The book is well written, easy to read, and interesting, which is no small feat considering the subject matter. The authors have taken considerable steps to make this textbook user-friendly to their intended audience, environmental engineers. … The authors, both recognized experts in civil and sanitary engineering, provide data and problems in each chapter that use relevant and realistic examples to teach the concepts of each chapter. … [U]seful and well written … [the book] contains exercises based on the types of real-world problems that environmental engineers face on a daily basis.
- Environmental Practice, Vol. 6, No. 4, Dec. 2004
The second edition of this bestseller serves as an ideal textbook for students and a valuable reference for environmental scientists and engineers. Written in an easy-to-understand style, Statistics for Environmental Engineers, Second Edition consists of 54 short, "stand-alone" chapters.

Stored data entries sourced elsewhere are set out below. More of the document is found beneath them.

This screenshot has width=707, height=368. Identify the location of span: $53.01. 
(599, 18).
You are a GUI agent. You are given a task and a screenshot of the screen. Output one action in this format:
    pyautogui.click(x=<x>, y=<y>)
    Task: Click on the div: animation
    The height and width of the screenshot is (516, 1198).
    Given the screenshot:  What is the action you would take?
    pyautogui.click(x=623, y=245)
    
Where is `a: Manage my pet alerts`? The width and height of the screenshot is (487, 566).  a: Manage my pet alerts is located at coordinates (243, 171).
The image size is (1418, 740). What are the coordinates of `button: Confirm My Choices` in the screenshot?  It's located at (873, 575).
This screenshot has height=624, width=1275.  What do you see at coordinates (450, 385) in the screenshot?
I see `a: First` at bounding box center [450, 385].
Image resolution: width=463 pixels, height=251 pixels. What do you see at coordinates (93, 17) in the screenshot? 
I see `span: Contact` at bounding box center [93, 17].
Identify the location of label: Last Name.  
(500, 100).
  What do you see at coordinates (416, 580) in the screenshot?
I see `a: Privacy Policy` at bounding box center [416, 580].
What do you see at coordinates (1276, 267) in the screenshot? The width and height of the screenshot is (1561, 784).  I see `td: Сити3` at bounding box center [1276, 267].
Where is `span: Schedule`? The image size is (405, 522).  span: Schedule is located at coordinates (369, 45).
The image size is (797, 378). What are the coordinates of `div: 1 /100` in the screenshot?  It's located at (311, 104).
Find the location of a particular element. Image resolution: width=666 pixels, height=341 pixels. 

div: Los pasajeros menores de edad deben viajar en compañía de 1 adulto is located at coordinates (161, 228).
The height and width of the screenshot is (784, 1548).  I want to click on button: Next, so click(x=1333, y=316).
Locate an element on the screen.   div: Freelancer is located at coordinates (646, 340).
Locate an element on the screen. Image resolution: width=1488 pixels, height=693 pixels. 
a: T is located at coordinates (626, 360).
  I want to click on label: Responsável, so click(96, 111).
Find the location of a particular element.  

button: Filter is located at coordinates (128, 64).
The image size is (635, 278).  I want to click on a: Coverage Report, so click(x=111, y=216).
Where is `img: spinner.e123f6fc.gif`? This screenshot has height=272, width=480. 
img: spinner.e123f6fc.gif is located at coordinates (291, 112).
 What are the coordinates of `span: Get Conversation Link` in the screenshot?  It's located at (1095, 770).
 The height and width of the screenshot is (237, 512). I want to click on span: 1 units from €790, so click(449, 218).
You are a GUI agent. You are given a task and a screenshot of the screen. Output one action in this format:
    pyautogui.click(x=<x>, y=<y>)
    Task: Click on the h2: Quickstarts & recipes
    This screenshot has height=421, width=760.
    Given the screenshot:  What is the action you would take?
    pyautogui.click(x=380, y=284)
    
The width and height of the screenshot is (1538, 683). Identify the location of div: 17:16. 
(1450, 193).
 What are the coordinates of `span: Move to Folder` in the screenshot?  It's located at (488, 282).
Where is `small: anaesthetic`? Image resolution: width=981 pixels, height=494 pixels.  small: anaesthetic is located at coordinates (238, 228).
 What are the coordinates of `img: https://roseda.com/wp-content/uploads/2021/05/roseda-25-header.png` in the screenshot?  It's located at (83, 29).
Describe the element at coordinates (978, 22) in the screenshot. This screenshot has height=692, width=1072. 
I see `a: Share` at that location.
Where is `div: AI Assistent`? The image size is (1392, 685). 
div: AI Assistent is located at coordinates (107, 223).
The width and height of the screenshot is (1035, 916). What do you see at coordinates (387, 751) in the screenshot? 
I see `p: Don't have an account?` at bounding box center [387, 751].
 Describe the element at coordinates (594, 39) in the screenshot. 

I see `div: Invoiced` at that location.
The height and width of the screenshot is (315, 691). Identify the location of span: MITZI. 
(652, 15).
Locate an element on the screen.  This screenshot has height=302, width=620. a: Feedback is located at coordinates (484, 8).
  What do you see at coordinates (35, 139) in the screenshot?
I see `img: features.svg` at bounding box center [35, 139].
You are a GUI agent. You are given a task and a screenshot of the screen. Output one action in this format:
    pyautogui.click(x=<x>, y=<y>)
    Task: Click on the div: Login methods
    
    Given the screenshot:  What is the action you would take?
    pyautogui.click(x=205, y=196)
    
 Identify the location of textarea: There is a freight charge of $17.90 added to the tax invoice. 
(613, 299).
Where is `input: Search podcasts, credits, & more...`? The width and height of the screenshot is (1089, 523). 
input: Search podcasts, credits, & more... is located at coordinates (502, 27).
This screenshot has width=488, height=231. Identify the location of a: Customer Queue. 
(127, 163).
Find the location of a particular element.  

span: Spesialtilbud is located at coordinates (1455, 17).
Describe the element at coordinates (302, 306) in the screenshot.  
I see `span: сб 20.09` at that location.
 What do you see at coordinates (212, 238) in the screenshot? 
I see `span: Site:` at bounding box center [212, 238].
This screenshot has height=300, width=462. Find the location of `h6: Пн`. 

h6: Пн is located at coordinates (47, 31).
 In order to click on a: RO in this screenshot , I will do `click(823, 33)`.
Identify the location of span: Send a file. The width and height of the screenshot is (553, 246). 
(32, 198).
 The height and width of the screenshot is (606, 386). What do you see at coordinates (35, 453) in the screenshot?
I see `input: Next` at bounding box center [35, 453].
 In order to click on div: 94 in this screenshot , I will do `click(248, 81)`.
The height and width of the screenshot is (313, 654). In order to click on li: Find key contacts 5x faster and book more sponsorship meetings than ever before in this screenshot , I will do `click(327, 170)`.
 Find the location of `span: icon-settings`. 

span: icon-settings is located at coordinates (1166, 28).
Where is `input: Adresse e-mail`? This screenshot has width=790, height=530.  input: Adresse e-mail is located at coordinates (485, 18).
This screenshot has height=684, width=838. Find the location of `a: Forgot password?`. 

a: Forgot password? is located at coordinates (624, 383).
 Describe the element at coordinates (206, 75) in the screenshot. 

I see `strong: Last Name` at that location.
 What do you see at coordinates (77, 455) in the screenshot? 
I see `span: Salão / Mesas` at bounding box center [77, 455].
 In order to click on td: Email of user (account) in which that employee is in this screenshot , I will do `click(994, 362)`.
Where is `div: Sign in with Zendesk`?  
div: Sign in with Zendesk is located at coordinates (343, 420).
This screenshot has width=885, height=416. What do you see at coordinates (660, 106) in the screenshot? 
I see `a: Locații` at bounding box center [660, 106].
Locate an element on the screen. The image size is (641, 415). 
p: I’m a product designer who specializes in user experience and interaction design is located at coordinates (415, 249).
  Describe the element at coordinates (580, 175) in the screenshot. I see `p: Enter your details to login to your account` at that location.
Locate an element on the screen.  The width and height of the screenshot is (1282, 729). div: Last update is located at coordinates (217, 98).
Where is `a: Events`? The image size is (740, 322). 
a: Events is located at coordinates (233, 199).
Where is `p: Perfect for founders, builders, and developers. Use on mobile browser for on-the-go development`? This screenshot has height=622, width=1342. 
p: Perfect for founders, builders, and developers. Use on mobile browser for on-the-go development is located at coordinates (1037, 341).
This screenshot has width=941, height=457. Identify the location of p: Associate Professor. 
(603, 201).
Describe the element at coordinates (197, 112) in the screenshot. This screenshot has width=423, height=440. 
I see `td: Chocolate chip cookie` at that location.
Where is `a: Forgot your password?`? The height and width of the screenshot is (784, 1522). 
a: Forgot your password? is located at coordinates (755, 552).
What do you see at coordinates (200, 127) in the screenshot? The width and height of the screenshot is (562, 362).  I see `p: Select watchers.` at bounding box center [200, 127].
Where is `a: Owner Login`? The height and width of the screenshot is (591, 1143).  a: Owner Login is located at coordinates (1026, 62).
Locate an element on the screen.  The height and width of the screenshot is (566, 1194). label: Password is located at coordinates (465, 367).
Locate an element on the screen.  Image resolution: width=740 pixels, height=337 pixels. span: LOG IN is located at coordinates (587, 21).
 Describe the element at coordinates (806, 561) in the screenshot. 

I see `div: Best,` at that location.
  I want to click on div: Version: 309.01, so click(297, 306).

All chapters address a particular environmental problem or statistical technique and are written in a manner that permits each chapter to be studied independently and in any order. Chapters are organized around specific case studies, beginning with brief discussions of the appropriate methodologies, followed by analysis of the case study examples, and ending with comments on the strengths and weaknesses of the approaches.
The book is not about the environmental systems, except incidentally. It is about how to extract information from data and how informative data are generated in the first place. A selection of practical statistical methods is applied to the kinds of problems that we encountered in our work. We have not tried to discuss every statistical method that is useful for studying environmental data. To do so would mean including virtually all statistical methods, an obvious impossibility. Likewise, it is impossible to mention every environmental problem that can or should be investigated by statistical methods. Each reader, therefore, will find gaps in our coverage; when this happens, we hope that other authors have filled the gap. Indeed, some topics have been omitted precisely because we know they are discussed in other well-known books.
It is important to encourage engineers to see statistics as a professional tool used in familiar examples that are similar to those faced in one’s own work. For most of the examples in this book, the environmental engineer will have a good idea how the test specimens were collected and how the measurements were made. The data thus have a special relevance and reality that should make it easier to understand special features of the data and the potential problems associated with the data analysis.
The book is organized into short chapters. The goal was for each chapter to stand alone so one need not study the book from front to back, or in any other particular order. Total independence of one chapter from another is not always possible, but the reader is encouraged to “dip in” where the subject of the case study or the statistical method stimulates interest. For example, an engineer whose current interest is fitting a kinetic model to some data can get some useful ideas from Chapter 25 without first reading the preceding 24 chapters. To most readers, Chapter 25 is not conceptually more difficult than Chapter 12. Chapter 40 can be understood without knowing anything about t-tests, confidence intervals, regression, or analysis of variance.